Webinar reflection: Exploring Multiple Pathways of Recovery

Title slide for PowerPoint presentation titled Exploring Pathways of Recovery by Dr Haner Hernández.

ISSUP, in collaboration with Faces & Voices of Recovery, has launched a new Global Recovery Network webinar series to spotlight diverse perspectives on recovery. The first webinar featured Dr. Haner Hernández, a respected expert in the field and a person in long-term recovery. Dr. Hernández currently serves as a Senior Consultant to the Massachusetts Department of Public Health and plays a key role in advancing health equity, workforce development, and recovery support. His presentation provided an insightful and inclusive overview of multiple pathways to recovery, grounded in both professional expertise and lived experience.

 

Dr.
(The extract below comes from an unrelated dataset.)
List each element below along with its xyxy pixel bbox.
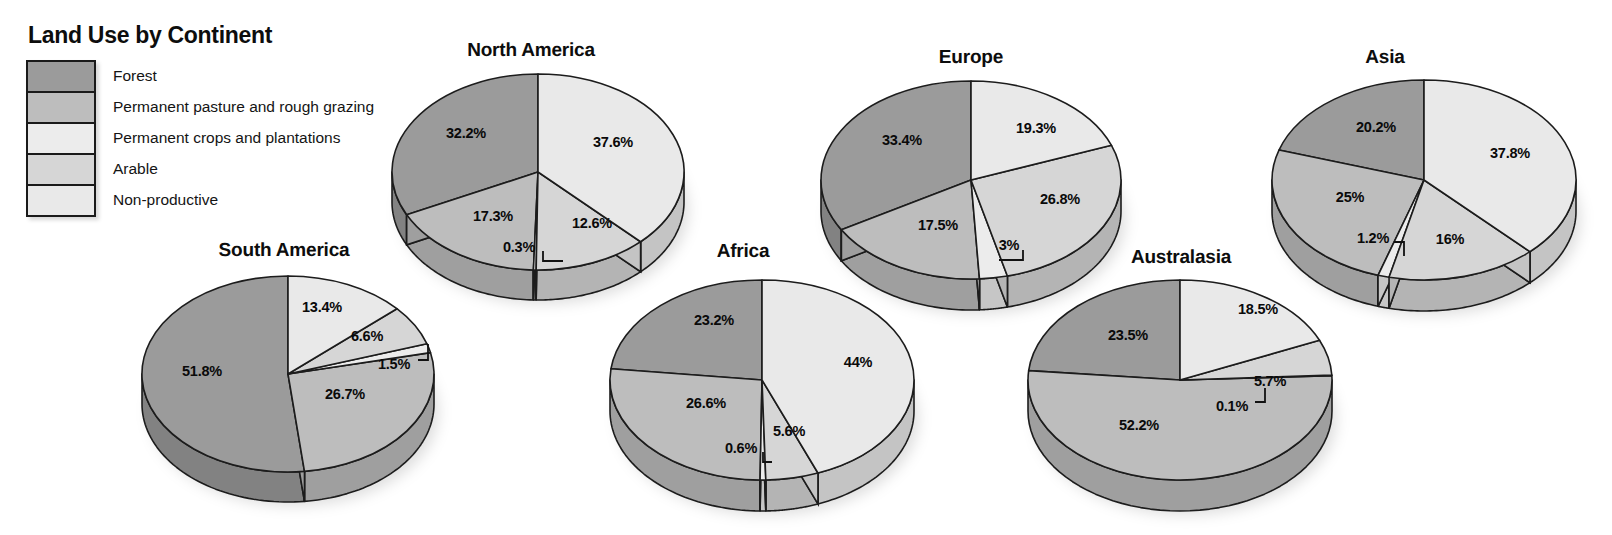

Hernández guided attendees through a range of approaches geared towards supporting recovery, including self-management, traditional healing practices, mutual aid, faith, and spirituality-based recovery, comprehensive case managed care incorporating behavioural interventions, medication-assisted treatment, and peer-led models. He examined how recovery is influenced by cultural, social, economic, and systemic factors, and stressed the need for strategies that are both culturally responsive and person-centred. Importantly, he highlighted how stigma, discrimination, and violations of human rights can act as barriers to recovery. The session offered practical ideas for supporting recovery in various settings, particularly for practitioners who are themselves in recovery, and encouraged attendees to think critically about how to promote inclusive and empowering systems of care.

 

The webinar was characterised by excellent participant engagement, with arising questions and discussion reflecting the diversity of the ISSUP network. Attendees demonstrated a shared understanding that recovery is not simply about abstinence, but rather a holistic and continuous journey of healing, self-realisation, and social reintegration. Participants shared insights and asked thoughtful questions about how to support recovery at individual, community, and policy levels.

 

A number of key themes emerged from the discussion.

 

  • Participants embraced a holistic view of recovery that encompasses physical, mental, spiritual, and social wellbeing, as well as access to education, employment, and housing. Reflections appraised recovery as an evolving process that varies across contexts and between individuals.
  • There was strong interest in the role of culture, spirituality, and lived experience. Attendees recognised the value of religious and spiritual practices and storytelling in recovery, and advocated for their integration into care systems.
  • Several participants highlighted policy and structural challenges, including legal mandates from drug courts, limited funding for youth recovery programmes, comprehensive demonstrable case management, and restrictions around opioid substitution therapies like methadone. These concerns raised important questions about the need to balance legal and clinical frameworks with a rights-based, person-centred approach.
  • The importance of involving families and communities in recovery was widely acknowledged. Participants discussed therapeutic strategies, training initiatives, and community-based interventions such as horticulture therapy and behavioural couples therapy as ways to support sustainable recovery.
  • Several questions addressed professional practice, including the impact of language and stigma, the role of recovery capital, and how to promote compassionate, evidence-informed approaches within institutions. The conversation reinforced the need for continued dialogue, capacity building, and knowledge exchange to foster more inclusive, effective, and dignified responses to substance use and recovery across global contexts.

 

Some specific questions that arose from the Q&A include:

 

  • Where does religious intervention stand relative to the role of medical professionals in supporting recovery?
  • How effective is storytelling from individuals with lived experience in promoting recovery?
  • How can drug courts better balance legal requirements with long-term recovery goals?
  • What are some strategies to support individuals in contact with the criminal justice system re-entering society with regard to substance use?
  • How can families be more meaningfully involved in an individual’s recovery journey?
  • Can training for parents be provided when a child is undergoing therapy?
  • Why do some individuals with opioid use disorder sustain recovery without medications, while others do not?
  • How do we combat stigma and misinformation in small island or tightly-knit communities?
  • What is the impact of heroin on immunocompromised or transplant patients?
  • What role does neutral and non-stigmatising language play in facilitating recovery?

 

The rich discussion and thought-provoking questions from this first webinar have laid a strong foundation for the rest of the series. We hope the ideas shared will spark ongoing reflection, deeper learning, and renewed commitment to inclusive and impactful recovery support. This is just the beginning.  We invite you to look out for and join us for the upcoming sessions as we continue to explore the many dimensions of recovery and how we can strengthen our collective efforts to support individuals and communities.